Snow

Snow by Orhan Pamuk

by Orhan Pamuk

Last Friday, the day our book club was scheduled to meet, I noticed this article in the New York Times. Normally, a headline about an Armenian editor being assassinated in Turkey would never have caught my eye for more than a few seconds. But, it fit so closely to the issues dealt with in Snow, which I had just finished reading, I decided to pay attention. I won’t go into the details of the assassination, as it has received quite a bit of media attention that you can read for yourself here, here and here. But I will say that it set this novel forthrightly in reality for me.

Epic in scope, [Snow] encapsulates many of the political and cultural tensions of modern Turkey into a few snowy days in a small Turkish town and successfully combines humor, social commentary, mysticism, and a deep sympathy with its characters.

In October 2006, Pamuk became the first Turk ever to win the Nobel Prize, describing him as such:

…who in the quest for the melancholic soul of his native city has discovered new symbols for the clash and interlacing of cultures.

As someone without much knowledge of Turkey or its culture, I was glad to read something from the Turkish perspective — something to counterbalance the animosity I’ve witnessed towards Turkish exiles and immigrants in Western Europe (i.e. opposition to Turkey becoming a member of the European Union, blaming of immigrants for a country’s social ills, etc.). The book readily depicts the complexities of religion, faith, and fundamentalism within a secular state struggling to find its place in Europe (or figuring out whether it even wants to be “European”). While intense, I think this book is too important in today’s political climate not to read.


WORK REQUIRED: Please state the number of lines in the entries below where the word "Year" appears. Include nothing else.

DATA:
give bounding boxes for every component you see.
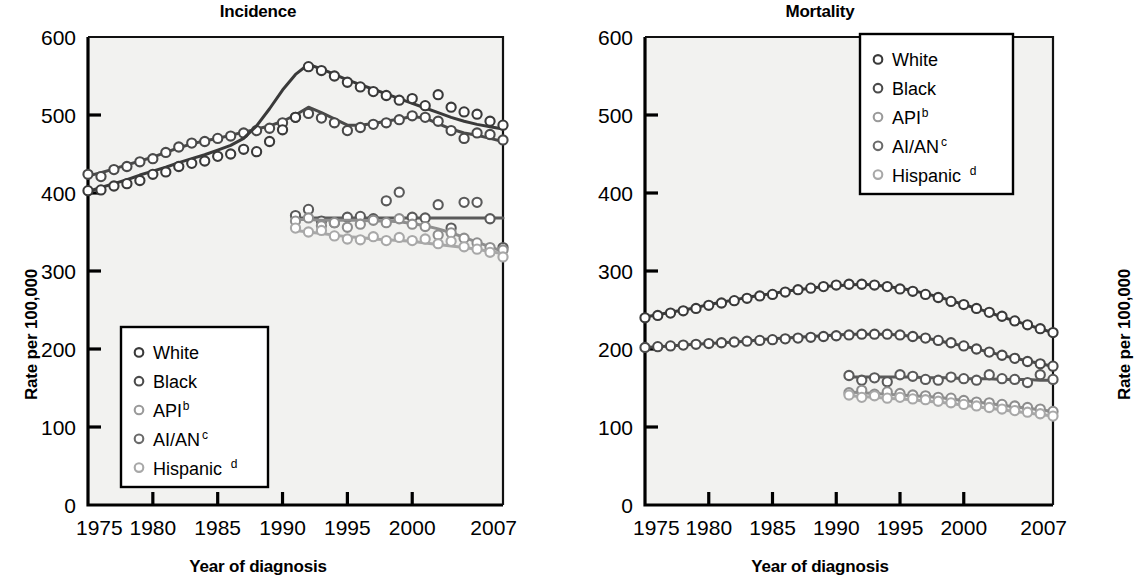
data-point [895,330,904,339]
data-point [485,214,494,223]
data-point [459,242,468,251]
data-point [434,239,443,248]
data-point [717,298,726,307]
data-point [704,339,713,348]
data-point [895,393,904,402]
data-point [768,335,777,344]
data-point [291,224,300,233]
data-point [200,137,209,146]
data-point [174,162,183,171]
x-axis-title-mortality: Year of diagnosis [550,557,1090,577]
y-axis-title-incidence: Rate per 100,000 [22,269,42,400]
data-point [472,198,481,207]
data-point [213,152,222,161]
data-point [1010,316,1019,325]
data-point [459,134,468,143]
data-point [959,300,968,309]
data-point [83,186,92,195]
panel-mortality: Mortality Rate per 100,000 Year of diagn… [537,0,1077,581]
data-point [252,147,261,156]
data-point [742,294,751,303]
data-point [356,235,365,244]
legend-item-label: Hispanic [153,459,222,479]
data-point [174,142,183,151]
data-point [304,227,313,236]
data-point [1048,375,1057,384]
data-point [161,148,170,157]
x-tick-label: 1990 [813,516,860,539]
data-point [304,213,313,222]
data-point [691,304,700,313]
legend-marker-icon [874,113,883,122]
data-point [844,330,853,339]
data-point [330,71,339,80]
data-point [304,62,313,71]
data-point [946,297,955,306]
y-tick-label: 0 [64,494,76,517]
data-point [408,94,417,103]
data-point [946,372,955,381]
data-point [959,374,968,383]
data-point [640,313,649,322]
data-point [304,109,313,118]
data-point [434,90,443,99]
data-point [356,220,365,229]
data-point [485,130,494,139]
data-point [985,348,994,357]
data-point [421,234,430,243]
data-point [972,344,981,353]
legend-item-superscript: c [941,135,947,149]
data-point [730,296,739,305]
legend-marker-icon [135,463,144,472]
data-point [187,138,196,147]
data-point [330,231,339,240]
data-point [226,149,235,158]
data-point [679,306,688,315]
panel-title-incidence: Incidence [0,2,528,22]
legend-marker-icon [874,84,883,93]
data-point [343,223,352,232]
data-point [317,226,326,235]
data-point [934,397,943,406]
data-point [704,301,713,310]
x-tick-label: 1975 [76,516,123,539]
data-point [434,117,443,126]
data-point [832,280,841,289]
legend-item-superscript: d [231,457,238,471]
data-point [1023,408,1032,417]
data-point [187,159,196,168]
data-point [819,332,828,341]
x-tick-label: 2007 [1020,516,1067,539]
data-point [997,404,1006,413]
data-point [278,125,287,134]
data-point [498,121,507,130]
data-point [472,245,481,254]
y-tick-label: 500 [598,104,633,127]
data-point [434,200,443,209]
data-point [109,165,118,174]
data-point [122,162,131,171]
legend-item-label: White [153,343,199,363]
data-point [908,394,917,403]
data-point [343,78,352,87]
data-point [96,185,105,194]
data-point [972,304,981,313]
data-point [985,308,994,317]
data-point [781,334,790,343]
data-point [653,311,662,320]
data-point [330,218,339,227]
data-point [369,87,378,96]
data-point [1023,378,1032,387]
data-point [717,338,726,347]
x-tick-label: 1985 [194,516,241,539]
data-point [844,280,853,289]
plot-mortality: 0100200300400500600197519801985199019952… [537,0,1077,581]
data-point [972,401,981,410]
legend-item-superscript: c [202,428,208,442]
data-point [265,124,274,133]
x-tick-label: 2000 [389,516,436,539]
data-point [640,343,649,352]
legend: WhiteBlackAPIbAI/ANcHispanicd [860,34,1013,194]
data-point [1010,354,1019,363]
data-point [408,220,417,229]
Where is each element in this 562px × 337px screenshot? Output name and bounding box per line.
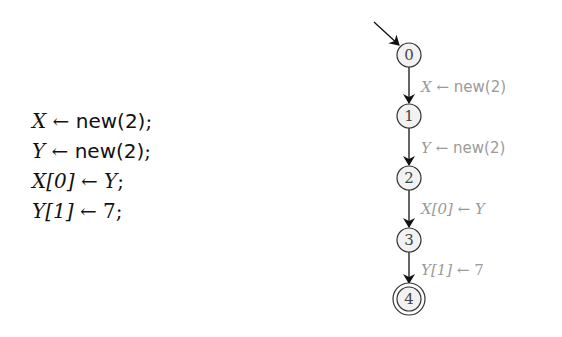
state-3: 3 xyxy=(397,228,421,252)
edge-label-3-4: Y[1] ← 7 xyxy=(421,261,484,279)
initial-arrow xyxy=(374,22,399,45)
state-label: 4 xyxy=(404,290,414,308)
state-0: 0 xyxy=(397,43,421,67)
state-1: 1 xyxy=(397,104,421,128)
state-label: 3 xyxy=(404,231,414,249)
edge-label-1-2: Y ← new(2) xyxy=(421,139,505,157)
state-4-accepting: 4 xyxy=(393,283,425,315)
edge-label-2-3: X[0] ← Y xyxy=(420,200,487,218)
state-2: 2 xyxy=(397,166,421,190)
edge-label-0-1: X ← new(2) xyxy=(420,78,506,96)
state-label: 2 xyxy=(404,169,414,187)
state-label: 1 xyxy=(404,107,414,125)
automaton-diagram: 0 1 2 3 4 X ← new(2) Y ← new(2) X[0] ← Y… xyxy=(0,0,562,337)
state-label: 0 xyxy=(404,46,414,64)
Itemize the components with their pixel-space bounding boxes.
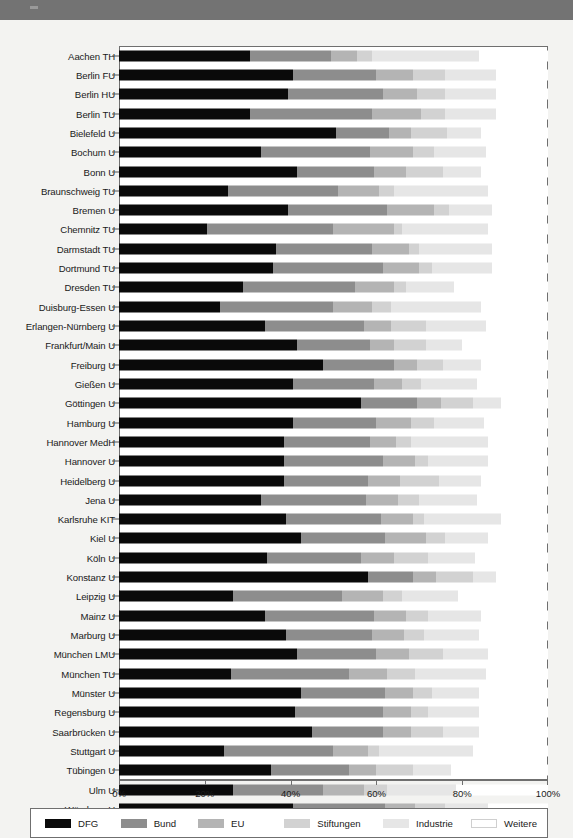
stacked-bar: [119, 572, 548, 583]
bar-segment-bund: [368, 572, 413, 583]
bar-row: Darmstadt TU: [0, 239, 573, 258]
bar-segment-weitere: [488, 224, 548, 235]
category-label: Erlangen-Nürnberg U: [26, 321, 115, 332]
legend-item-weitere[interactable]: Weitere: [471, 818, 537, 829]
bar-segment-stiftungen: [417, 359, 443, 370]
category-label: Stuttgart U: [70, 745, 115, 756]
bar-segment-bund: [250, 50, 332, 61]
bar-segment-bund: [207, 224, 334, 235]
legend-item-eu[interactable]: EU: [198, 818, 274, 829]
category-label: Tübingen U: [66, 765, 115, 776]
y-axis-tick: [112, 287, 119, 288]
y-axis-tick: [112, 480, 119, 481]
legend-item-stiftungen[interactable]: Stiftungen: [284, 818, 373, 829]
legend-item-bund[interactable]: Bund: [121, 818, 188, 829]
bar-row: Bonn U: [0, 162, 573, 181]
legend-swatch-industrie: [383, 819, 409, 828]
stacked-bar: [119, 340, 548, 351]
bar-segment-industrie: [413, 765, 452, 776]
y-axis-tick: [112, 113, 119, 114]
stacked-bar: [119, 494, 548, 505]
bar-segment-bund: [284, 456, 383, 467]
x-axis-tick-label: 80%: [453, 788, 472, 799]
bar-segment-bund: [233, 784, 323, 795]
stacked-bar: [119, 533, 548, 544]
x-axis-tick-label: 100%: [536, 788, 560, 799]
bar-segment-stiftungen: [419, 263, 432, 274]
x-axis-tick-label: 0%: [112, 788, 126, 799]
bar-segment-eu: [372, 243, 408, 254]
bar-segment-weitere: [475, 552, 548, 563]
bar-segment-eu: [383, 707, 411, 718]
stacked-bar: [119, 475, 548, 486]
bar-segment-weitere: [488, 436, 548, 447]
legend-label: Bund: [154, 818, 176, 829]
bar-row: Göttingen U: [0, 394, 573, 413]
legend-item-industrie[interactable]: Industrie: [383, 818, 461, 829]
bar-segment-bund: [265, 610, 374, 621]
category-label: Hannover U: [65, 456, 115, 467]
y-axis-tick: [112, 55, 119, 56]
bar-segment-bund: [284, 475, 368, 486]
legend-label: EU: [231, 818, 244, 829]
category-label: Münster U: [72, 687, 115, 698]
bar-row: Regensburg U: [0, 703, 573, 722]
legend-item-dfg[interactable]: DFG: [45, 818, 111, 829]
bar-segment-bund: [231, 668, 349, 679]
stacked-bar: [119, 765, 548, 776]
bar-segment-dfg: [119, 205, 288, 216]
bar-segment-dfg: [119, 243, 276, 254]
bar-segment-weitere: [492, 263, 548, 274]
bar-segment-eu: [366, 494, 398, 505]
bar-segment-bund: [273, 263, 382, 274]
bar-segment-weitere: [479, 50, 548, 61]
x-axis-tick: [205, 780, 206, 785]
category-label: Bochum U: [71, 147, 115, 158]
bar-segment-bund: [228, 185, 337, 196]
bar-segment-weitere: [451, 765, 548, 776]
bar-segment-dfg: [119, 69, 293, 80]
stacked-bar: [119, 707, 548, 718]
bar-row: Erlangen-Nürnberg U: [0, 316, 573, 335]
y-axis-tick: [112, 654, 119, 655]
bar-segment-dfg: [119, 166, 297, 177]
bar-segment-stiftungen: [394, 282, 407, 293]
bar-segment-eu: [374, 166, 406, 177]
bar-segment-dfg: [119, 668, 231, 679]
stacked-bar: [119, 321, 548, 332]
bar-segment-eu: [333, 224, 393, 235]
chart-legend: DFGBundEUStiftungenIndustrieWeitere: [30, 808, 548, 838]
y-axis-tick: [112, 171, 119, 172]
bar-segment-industrie: [428, 707, 479, 718]
x-axis-tick-label: 40%: [281, 788, 300, 799]
bar-segment-industrie: [449, 205, 492, 216]
bar-segment-bund: [288, 205, 387, 216]
bar-segment-weitere: [481, 359, 547, 370]
bar-segment-bund: [250, 108, 372, 119]
bar-segment-eu: [394, 359, 418, 370]
stacked-bar: [119, 378, 548, 389]
bar-segment-bund: [284, 436, 370, 447]
stacked-bar: [119, 359, 548, 370]
bar-row: München LMU: [0, 645, 573, 664]
category-label: Braunschweig TU: [41, 185, 115, 196]
bar-segment-stiftungen: [368, 745, 379, 756]
bar-segment-dfg: [119, 649, 297, 660]
y-axis-tick: [112, 750, 119, 751]
bar-segment-dfg: [119, 50, 250, 61]
y-axis-tick: [112, 364, 119, 365]
bar-segment-industrie: [432, 687, 479, 698]
bar-segment-bund: [293, 69, 377, 80]
bar-row: Marburg U: [0, 625, 573, 644]
bar-segment-dfg: [119, 301, 220, 312]
bar-segment-weitere: [486, 147, 548, 158]
bar-segment-eu: [376, 69, 412, 80]
y-axis-tick: [112, 499, 119, 500]
y-axis-tick: [112, 326, 119, 327]
bar-row: Jena U: [0, 490, 573, 509]
bar-segment-dfg: [119, 765, 271, 776]
category-label: Berlin FU: [76, 69, 115, 80]
bar-segment-industrie: [445, 108, 496, 119]
stacked-bar: [119, 630, 548, 641]
bar-segment-weitere: [492, 243, 548, 254]
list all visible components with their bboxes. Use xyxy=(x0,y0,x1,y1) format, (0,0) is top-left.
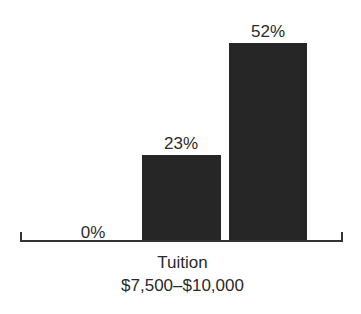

OUTPUT: 2